The Chariot of Desire: Massachusetts Denouement

November 21, 2017

With no job or actual responsibilities in one hand and a steering wheel in the other, my sweet Chariot of Desire—a vehicle that somehow keeps going in spite of all outward appearances suggesting imminent relegation to either a junk pile or the untrained hands of a sorely disappointed teenager—is parked in Massachusetts, where I am also parked until conditions in my own troubled nation improve.

The Chariot’s finest moments will always dwell in Utah, where its uncanny feats of endurance mostly abide. One could argue that I never unleashed my car’s full potential: due in part to my preference for bicycle commuting, my 13-year-old car surpassed the 100,000-mile mark only this year. But when you tally up the mountain driving, the rebuilt title, the two collisions, and a lifetime without garages or covered parking, the Chariot touts a decorated profile of grit and fortitude.

If cars were people and my car knew how to die, I would bury my sweet Chariot in the Book Cliffs. It was back there in that ancient expanse that I felt an old journey end and a new one begin. The old journey, in truth, was on its last feeble kid-legs for longer than I knew. It was a journey of youth, fear, sadness, insecurity, comfort, destruction, renewal, maturation, and most prominently, ignorance. I had driven through a desert basin, my eyes creased open, the stereo cranked up, the windows rolled shut, and my body safely contained in the metal-and-glass bubble that sent me rapidly through the unconcerned wilderness I had selfishly taken for a featureless buffer zone. Then I looked back and saw the multifarious world behind me, and I realized all that I had ignored before was matched in equal proportion to everything in front of me. In every blank space was an opportunity that was invisible until I chose, by aggravated volition and conscious purpose, to look away from my compass of comfort and spread my hands into the furious, unrelenting winds of ignorance. In the new journey, my sails are up, and the oars are in. I’m learning that special talent to accept the pain of my limitations in pursuit of every inch of expansion. It’ll never be perfected, but I will resolve, from the Book Cliffs on, to always practice.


Take the data below and filter it for lines containing the word "marker"; show each line found.

MATERIAL SUPPLIED >>
[Start of Attachment]
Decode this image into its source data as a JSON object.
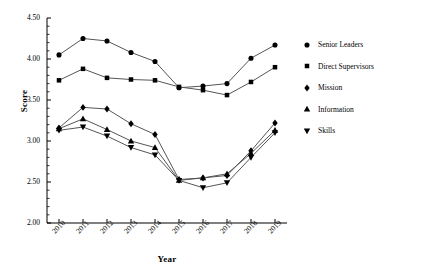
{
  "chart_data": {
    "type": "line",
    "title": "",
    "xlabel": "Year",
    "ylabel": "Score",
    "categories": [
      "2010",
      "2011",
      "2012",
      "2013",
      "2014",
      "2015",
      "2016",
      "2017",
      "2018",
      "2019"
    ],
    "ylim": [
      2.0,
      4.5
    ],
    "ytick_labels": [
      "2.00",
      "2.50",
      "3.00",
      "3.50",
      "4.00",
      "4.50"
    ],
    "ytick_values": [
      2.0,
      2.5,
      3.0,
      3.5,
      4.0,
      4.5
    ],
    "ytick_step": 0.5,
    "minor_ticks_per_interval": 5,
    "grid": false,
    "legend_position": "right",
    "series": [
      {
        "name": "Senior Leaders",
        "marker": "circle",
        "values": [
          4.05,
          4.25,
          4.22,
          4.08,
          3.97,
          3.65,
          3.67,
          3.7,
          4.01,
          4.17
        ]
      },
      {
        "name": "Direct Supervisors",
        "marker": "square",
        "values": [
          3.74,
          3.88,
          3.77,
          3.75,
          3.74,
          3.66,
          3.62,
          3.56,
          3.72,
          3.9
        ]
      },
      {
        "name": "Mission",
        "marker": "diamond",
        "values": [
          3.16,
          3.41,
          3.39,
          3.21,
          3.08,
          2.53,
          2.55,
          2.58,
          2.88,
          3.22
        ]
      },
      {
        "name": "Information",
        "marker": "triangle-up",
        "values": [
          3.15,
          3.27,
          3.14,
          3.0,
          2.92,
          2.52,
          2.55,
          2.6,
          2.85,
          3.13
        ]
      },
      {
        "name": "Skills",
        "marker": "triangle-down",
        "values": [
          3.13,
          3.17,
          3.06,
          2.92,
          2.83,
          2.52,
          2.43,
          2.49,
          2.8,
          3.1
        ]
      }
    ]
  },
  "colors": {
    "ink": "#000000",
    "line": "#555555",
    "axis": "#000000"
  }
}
[End of Attachment]
[Start of Attachment]
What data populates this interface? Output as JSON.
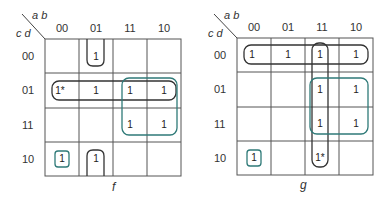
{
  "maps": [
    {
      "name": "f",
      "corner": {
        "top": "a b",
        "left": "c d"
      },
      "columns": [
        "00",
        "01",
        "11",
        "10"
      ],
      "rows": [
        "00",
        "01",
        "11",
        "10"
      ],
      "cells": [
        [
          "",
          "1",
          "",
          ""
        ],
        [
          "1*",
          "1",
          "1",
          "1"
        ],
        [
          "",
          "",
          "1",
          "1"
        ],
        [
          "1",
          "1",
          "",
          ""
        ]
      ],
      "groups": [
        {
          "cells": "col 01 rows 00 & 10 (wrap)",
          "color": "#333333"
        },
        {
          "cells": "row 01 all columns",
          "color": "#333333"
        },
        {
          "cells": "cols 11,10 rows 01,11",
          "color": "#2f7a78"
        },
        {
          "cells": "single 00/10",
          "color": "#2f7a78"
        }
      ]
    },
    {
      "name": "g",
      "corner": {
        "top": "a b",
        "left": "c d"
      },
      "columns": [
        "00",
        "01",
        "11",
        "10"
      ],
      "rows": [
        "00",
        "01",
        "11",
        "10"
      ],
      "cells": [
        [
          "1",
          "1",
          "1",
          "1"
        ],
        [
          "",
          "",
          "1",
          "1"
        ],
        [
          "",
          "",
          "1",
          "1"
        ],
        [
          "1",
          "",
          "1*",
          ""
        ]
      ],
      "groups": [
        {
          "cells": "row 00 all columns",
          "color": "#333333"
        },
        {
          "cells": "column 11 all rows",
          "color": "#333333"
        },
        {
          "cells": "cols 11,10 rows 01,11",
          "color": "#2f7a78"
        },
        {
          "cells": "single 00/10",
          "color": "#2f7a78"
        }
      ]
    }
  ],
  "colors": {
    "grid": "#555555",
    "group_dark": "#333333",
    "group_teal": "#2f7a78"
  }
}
[End of Attachment]
FINISHED TASK >>
        "marker": "circle",
        "marker": "square",
        "marker": "diamond",
        "marker": "triangle-up",
        "marker": "triangle-down",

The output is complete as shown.